Health board’s contribution to damages award assessed at zero in cauda equina syndrome case

Health board's contribution to damages award assessed at zero in cauda equina syndrome case

A health board that admitted liability to a patient jointly with a private doctor for serious personal injuries suffered by her has had its contribution for the award of £2.8 million damages assessed at zero per cent, with the doctor bearing 100 per cent.

Carolyn Almond-Roots attended the accident and emergency department of Ninewells Hospital in February 2013 complaining of pain and numbness in the leg and buttocks.

Acting in the course of his employment with Tayside Health Board, Professor Muftah Salem Eljamel ought to have recognised the potential for damage to the patient’s lower spinal cord (cauda equina syndrome) and arranged for an urgent MRI scan. Had he done so, the hospital admitted, it would have been carried out within 48 hours and surgery would have followed. It was also admitted that the legal presumption that such surgery would have been carried out competently meant that the patient would have made a full or near-full recovery.

Instead, the neurosurgeon arranged routine follow-up with the MRI being carried out some time later and showing a requirement for surgery. The surgery took place in April at Fernbrae Hospital, a private hospital which has since closed down. On behalf of the surgeon it was admitted that after surgery the patient’s condition worsened and, instead of arranging an emergency scan, nothing effective was done for three days after which time an MRI performed back at Ninewells disclosed permanent serious damage.

The defenders jointly settled with the pursuer for over £2,800,000 but could not agree an apportionment between them in accordance with the Law Reform (Miscellaneous Provisions) (Scotland) Act 1940, section 3(1) which gives power to the court to apportion liability between “joint wrongdoers”. On behalf of the doctor in his private capacity, the court was asked to split liability equally. The health board argued it should be apportioned 100 per cent to the doctor and zero per cent to it.

After a proof at which all evidence had been agreed by joint minute, Lord Uist issued a 32-page opinion in which he considered the tests of moral blameworthiness and causative potency.

In relation to each, he held that that of the hospital was “vastly outweighed” by that for which the hospital was responsible. In the event, the delay in arranging the first scan did not cause significant harm to the pursuer and the neurological harm caused was nil. The negligence at Fernbrae during and after the operation caused the nerve root injury. Although the negligence at Ninewells was part of the sequence of events leading up to the negligent surgery at Fernbrae, and without which it would not have happened, that did not mean that it was just for the health board to contribute to the damages for the negligent operation.

The pursuer was represented by Sutherland QC and T Brown; the doctor was represented by Primrose QC and Watts and the health board was represented by MacNeill QC and Dundas.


The answer must be every line of the data that holds the word "petri".

*** Block opens ***

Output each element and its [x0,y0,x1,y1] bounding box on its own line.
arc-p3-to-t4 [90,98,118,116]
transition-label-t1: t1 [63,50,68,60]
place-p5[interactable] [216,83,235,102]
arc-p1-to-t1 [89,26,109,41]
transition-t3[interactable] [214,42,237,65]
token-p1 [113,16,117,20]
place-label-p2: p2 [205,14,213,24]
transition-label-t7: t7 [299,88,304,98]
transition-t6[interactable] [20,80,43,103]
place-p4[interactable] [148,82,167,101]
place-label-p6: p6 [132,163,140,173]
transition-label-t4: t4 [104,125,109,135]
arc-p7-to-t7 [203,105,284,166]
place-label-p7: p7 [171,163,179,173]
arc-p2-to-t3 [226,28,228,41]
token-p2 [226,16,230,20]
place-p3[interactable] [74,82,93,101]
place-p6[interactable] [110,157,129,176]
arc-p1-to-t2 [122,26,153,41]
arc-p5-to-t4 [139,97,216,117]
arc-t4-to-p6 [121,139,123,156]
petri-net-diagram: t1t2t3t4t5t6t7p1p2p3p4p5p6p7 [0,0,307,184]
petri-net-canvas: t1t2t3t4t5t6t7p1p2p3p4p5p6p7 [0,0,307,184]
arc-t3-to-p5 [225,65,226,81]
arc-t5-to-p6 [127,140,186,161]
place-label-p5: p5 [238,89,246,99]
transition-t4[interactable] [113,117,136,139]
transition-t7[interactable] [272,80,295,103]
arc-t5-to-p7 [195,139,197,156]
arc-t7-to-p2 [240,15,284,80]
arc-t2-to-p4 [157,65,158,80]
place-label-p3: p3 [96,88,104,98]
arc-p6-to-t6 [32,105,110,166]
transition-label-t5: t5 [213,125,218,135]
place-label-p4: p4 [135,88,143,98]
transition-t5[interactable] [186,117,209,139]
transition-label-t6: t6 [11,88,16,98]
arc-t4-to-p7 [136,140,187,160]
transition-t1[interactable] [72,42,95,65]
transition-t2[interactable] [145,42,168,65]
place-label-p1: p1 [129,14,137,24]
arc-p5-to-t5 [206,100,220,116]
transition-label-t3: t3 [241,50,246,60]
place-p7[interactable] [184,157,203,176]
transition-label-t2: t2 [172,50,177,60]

*** Block closes ***
*** Block opens ***

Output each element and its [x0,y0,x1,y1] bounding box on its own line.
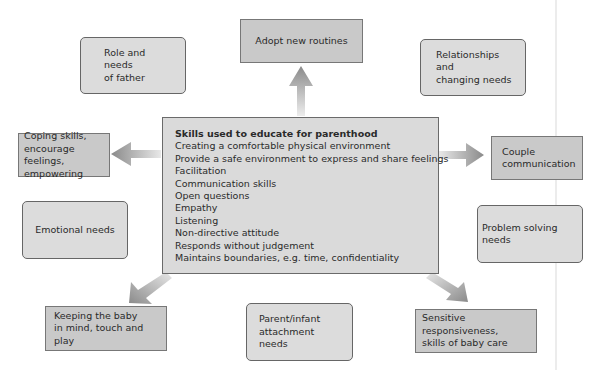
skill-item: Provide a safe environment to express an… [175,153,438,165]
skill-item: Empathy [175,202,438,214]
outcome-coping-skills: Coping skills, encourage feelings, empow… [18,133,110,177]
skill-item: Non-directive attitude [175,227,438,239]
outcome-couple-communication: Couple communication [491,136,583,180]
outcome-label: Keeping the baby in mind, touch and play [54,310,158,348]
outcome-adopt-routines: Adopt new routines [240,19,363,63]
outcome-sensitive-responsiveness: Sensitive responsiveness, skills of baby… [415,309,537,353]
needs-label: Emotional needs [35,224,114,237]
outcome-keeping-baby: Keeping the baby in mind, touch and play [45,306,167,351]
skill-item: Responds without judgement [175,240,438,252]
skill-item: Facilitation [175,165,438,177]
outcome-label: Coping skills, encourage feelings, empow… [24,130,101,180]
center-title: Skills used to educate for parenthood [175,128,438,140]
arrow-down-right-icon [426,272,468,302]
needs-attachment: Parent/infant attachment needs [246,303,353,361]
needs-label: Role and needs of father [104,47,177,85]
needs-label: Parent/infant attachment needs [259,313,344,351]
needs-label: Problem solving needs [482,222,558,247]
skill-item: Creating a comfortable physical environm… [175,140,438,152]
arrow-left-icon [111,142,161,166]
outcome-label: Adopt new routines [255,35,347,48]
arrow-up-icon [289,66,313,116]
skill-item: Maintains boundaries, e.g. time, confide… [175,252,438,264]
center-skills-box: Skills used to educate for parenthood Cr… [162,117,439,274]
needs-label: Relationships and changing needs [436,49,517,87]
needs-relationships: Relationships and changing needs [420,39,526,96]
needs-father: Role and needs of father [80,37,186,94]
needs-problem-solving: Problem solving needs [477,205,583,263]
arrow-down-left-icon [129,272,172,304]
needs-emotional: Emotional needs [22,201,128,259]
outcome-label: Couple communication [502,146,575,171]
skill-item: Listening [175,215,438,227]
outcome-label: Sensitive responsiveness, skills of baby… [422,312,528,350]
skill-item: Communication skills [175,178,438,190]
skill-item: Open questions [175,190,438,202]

*** Block closes ***

Final answer —
petri-net-diagram: t1t2t3t4t5t6t7p1p2p3p4p5p6p7 [0,0,307,184]
petri-net-canvas: t1t2t3t4t5t6t7p1p2p3p4p5p6p7 [0,0,307,184]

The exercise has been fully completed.